Mississippi Valley Division commander: Yazoo Backwater Pumps project not canceled
Published 11:07 am Friday, December 17, 2021
The Corps of Engineers is not shutting down the pumps project, the commanding general of the Corps’ Mississippi Valley Division said.
An Associated Press article on Thursday said the Corps was canceling the project after The Environmental Protection Agency reversed an earlier decision on the project that had been green-lit in the final days of the Trump administration.
But Maj. Gen. Diana Holland, the commanding general of the Mississippi Valley Division, said the pumps project is not dead.
“The project has not been canceled by the Corps of Engineers and it is still authorized for construction by Congress,” she said. “However, the EPA recently concluded that their ‘2008 Section 404 ©’ determination applies to the latest proposed plan covered by the Record of Decision that I signed on Jan. 15, 2021.
“I simply withdrew that document until we are able to further work with EPA and other Federal, state and local stakeholders to address any outstanding concerns.
“The Corps remains deeply concerned about how flooding impacts the residents and the economy of the lower Mississippi Delta, including environmental justice issues affecting the population,” Holland said.
The pumps were the final piece of the Yazoo Backwater Levee Project authorized by Congress in 1941 and were part of the Mississippi Rivers and Tributaries Project. The Environmental Protection Agency, however, vetoed the pumps project in 2008.
The Corps in 2020 submitted a supplemental environmental impact statement proposing to install pumps in the Deer Creek area instead of at the Steele Bayou Control Structure that received the blessing of the EPA.
The EPA ruled in December 2020 the proposed project was not subject to its 2008 Final Determination, which vetoed a similar project.
The Corps of Engineers put its final approval on the Yazoo Backwater Pumps Project, publishing its Record of Decision on Jan. 15, 2020.
The Record of Decision detailed the Corps’ decisions on the issues discussed in the final supplement to the 1982 Yazoo Area Pump Project Final Environmental Impact Statement, which was published in the Federal Register in December 2020.
Holland signed the Record of Decision.
The pumps were the subject of a lawsuit filed by American Rivers, National Audubon Society, Sierra Club and Healthy Gulf, that was filed in federal court in Washington, D.C., in July 2020 against the Corps and U.S. Fish and Wildlife Service. The suit has been dropped.
Peter Nimrod, the chief engineer for the Mississippi Levee Board, echoed Holland’s comments.
“The Corps has not given up on the pumps project; they haven’t given up on it at all,” he said.
“Since the EPA has vetoed it once again, they had to withdraw ROD (record of decision), because there was really nothing they could do with it,” Nimrod said. “It’s strictly because of what the EPA actions were, plus the Corps was in the middle of litigation with American Rivers and all those other environmental groups and the only way to stop the litigation was to withdraw the ROD.
“We haven’t given up on the project all, we’re going to give it a go again and we think that common sense, design and the facts will be on our side and in the future, we will get those pumps,” he said.
“We’re just disappointed with the EPA. We’re very frustrated with them. We’re tired of the EPA; they don’t play right. We’re not giving up. It’s going to happen one day; it’s just going to take a little more time.”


§ Problem to solve
Though the entries contain pictures, the copy you make should hold only the rest, exactly as written.

§ Data

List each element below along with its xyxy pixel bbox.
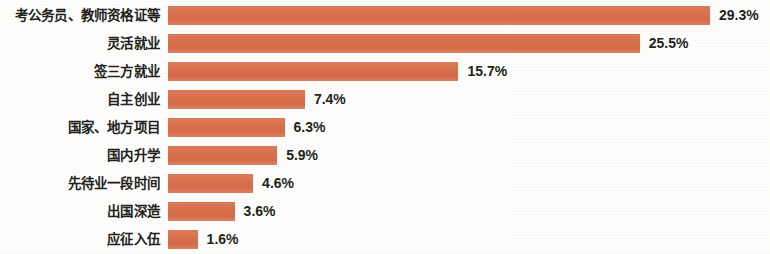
plot-area: 考公务员、教师资格证等29.3%灵活就业25.5%签三方就业15.7%自主创业7… xyxy=(0,0,770,254)
bar xyxy=(168,202,235,221)
category-label: 签三方就业 xyxy=(0,63,160,81)
bar xyxy=(168,62,458,81)
category-label: 国家、地方项目 xyxy=(0,119,160,137)
chart-row: 国内升学5.9% xyxy=(0,142,770,170)
value-label: 3.6% xyxy=(244,202,276,221)
bar-group: 4.6% xyxy=(168,174,294,193)
horizontal-bar-chart: 考公务员、教师资格证等29.3%灵活就业25.5%签三方就业15.7%自主创业7… xyxy=(0,0,770,254)
chart-row: 灵活就业25.5% xyxy=(0,30,770,58)
category-label: 灵活就业 xyxy=(0,35,160,53)
category-label: 国内升学 xyxy=(0,147,160,165)
bar-group: 6.3% xyxy=(168,118,325,137)
bar-group: 15.7% xyxy=(168,62,507,81)
bar xyxy=(168,6,710,25)
category-label: 先待业一段时间 xyxy=(0,175,160,193)
bar xyxy=(168,146,277,165)
bar xyxy=(168,174,253,193)
bar xyxy=(168,118,285,137)
bar-group: 29.3% xyxy=(168,6,759,25)
bar xyxy=(168,90,305,109)
chart-row: 应征入伍1.6% xyxy=(0,226,770,254)
bar xyxy=(168,34,640,53)
bar-group: 3.6% xyxy=(168,202,276,221)
bar-group: 5.9% xyxy=(168,146,318,165)
category-label: 出国深造 xyxy=(0,203,160,221)
value-label: 15.7% xyxy=(467,62,507,81)
chart-row: 考公务员、教师资格证等29.3% xyxy=(0,2,770,30)
category-label: 考公务员、教师资格证等 xyxy=(0,7,160,25)
chart-row: 出国深造3.6% xyxy=(0,198,770,226)
chart-row: 自主创业7.4% xyxy=(0,86,770,114)
chart-row: 签三方就业15.7% xyxy=(0,58,770,86)
category-label: 应征入伍 xyxy=(0,231,160,249)
bar-group: 25.5% xyxy=(168,34,688,53)
value-label: 7.4% xyxy=(314,90,346,109)
value-label: 25.5% xyxy=(649,34,689,53)
value-label: 4.6% xyxy=(262,174,294,193)
value-label: 1.6% xyxy=(207,230,239,249)
chart-row: 先待业一段时间4.6% xyxy=(0,170,770,198)
chart-row: 国家、地方项目6.3% xyxy=(0,114,770,142)
category-label: 自主创业 xyxy=(0,91,160,109)
bar xyxy=(168,230,198,249)
value-label: 29.3% xyxy=(719,6,759,25)
bar-group: 7.4% xyxy=(168,90,346,109)
value-label: 6.3% xyxy=(294,118,326,137)
value-label: 5.9% xyxy=(286,146,318,165)
bar-group: 1.6% xyxy=(168,230,239,249)
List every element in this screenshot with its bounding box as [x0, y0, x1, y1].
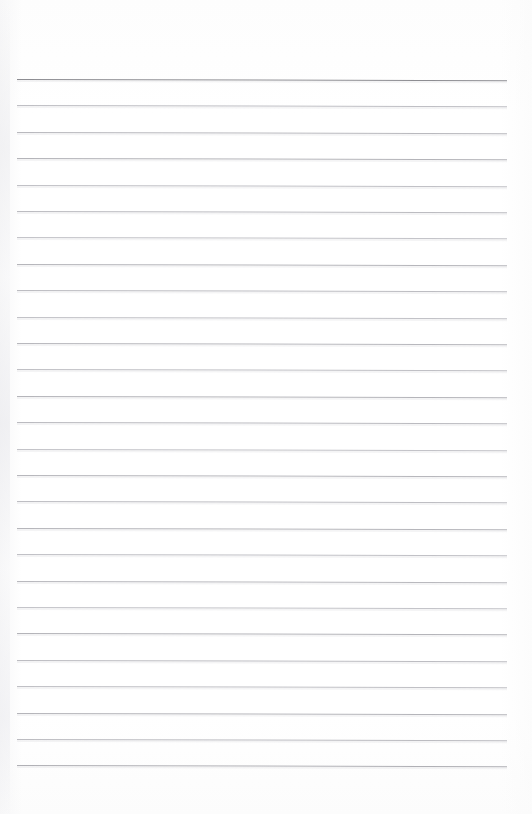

§ Written solution
List each element below along with its xyxy pixel bbox.
plot-area: 考公务员、教师资格证等29.3%灵活就业25.5%签三方就业15.7%自主创业7… xyxy=(0,0,770,254)
bar xyxy=(168,202,235,221)
category-label: 签三方就业 xyxy=(0,63,160,81)
bar xyxy=(168,62,458,81)
category-label: 国家、地方项目 xyxy=(0,119,160,137)
chart-row: 国内升学5.9% xyxy=(0,142,770,170)
value-label: 3.6% xyxy=(244,202,276,221)
bar-group: 4.6% xyxy=(168,174,294,193)
horizontal-bar-chart: 考公务员、教师资格证等29.3%灵活就业25.5%签三方就业15.7%自主创业7… xyxy=(0,0,770,254)
chart-row: 灵活就业25.5% xyxy=(0,30,770,58)
category-label: 灵活就业 xyxy=(0,35,160,53)
category-label: 国内升学 xyxy=(0,147,160,165)
bar-group: 6.3% xyxy=(168,118,325,137)
bar-group: 15.7% xyxy=(168,62,507,81)
bar xyxy=(168,6,710,25)
category-label: 先待业一段时间 xyxy=(0,175,160,193)
bar xyxy=(168,146,277,165)
bar xyxy=(168,174,253,193)
bar xyxy=(168,118,285,137)
bar-group: 29.3% xyxy=(168,6,759,25)
bar xyxy=(168,90,305,109)
chart-row: 应征入伍1.6% xyxy=(0,226,770,254)
bar xyxy=(168,34,640,53)
bar-group: 3.6% xyxy=(168,202,276,221)
bar-group: 5.9% xyxy=(168,146,318,165)
category-label: 出国深造 xyxy=(0,203,160,221)
value-label: 15.7% xyxy=(467,62,507,81)
chart-row: 考公务员、教师资格证等29.3% xyxy=(0,2,770,30)
category-label: 考公务员、教师资格证等 xyxy=(0,7,160,25)
chart-row: 出国深造3.6% xyxy=(0,198,770,226)
chart-row: 自主创业7.4% xyxy=(0,86,770,114)
chart-row: 签三方就业15.7% xyxy=(0,58,770,86)
category-label: 应征入伍 xyxy=(0,231,160,249)
bar-group: 25.5% xyxy=(168,34,688,53)
value-label: 7.4% xyxy=(314,90,346,109)
value-label: 25.5% xyxy=(649,34,689,53)
value-label: 4.6% xyxy=(262,174,294,193)
value-label: 1.6% xyxy=(207,230,239,249)
chart-row: 先待业一段时间4.6% xyxy=(0,170,770,198)
chart-row: 国家、地方项目6.3% xyxy=(0,114,770,142)
category-label: 自主创业 xyxy=(0,91,160,109)
bar xyxy=(168,230,198,249)
value-label: 29.3% xyxy=(719,6,759,25)
bar-group: 7.4% xyxy=(168,90,346,109)
value-label: 6.3% xyxy=(294,118,326,137)
value-label: 5.9% xyxy=(286,146,318,165)
bar-group: 1.6% xyxy=(168,230,239,249)
List every element in this screenshot with its bounding box as [x0, y0, x1, y1].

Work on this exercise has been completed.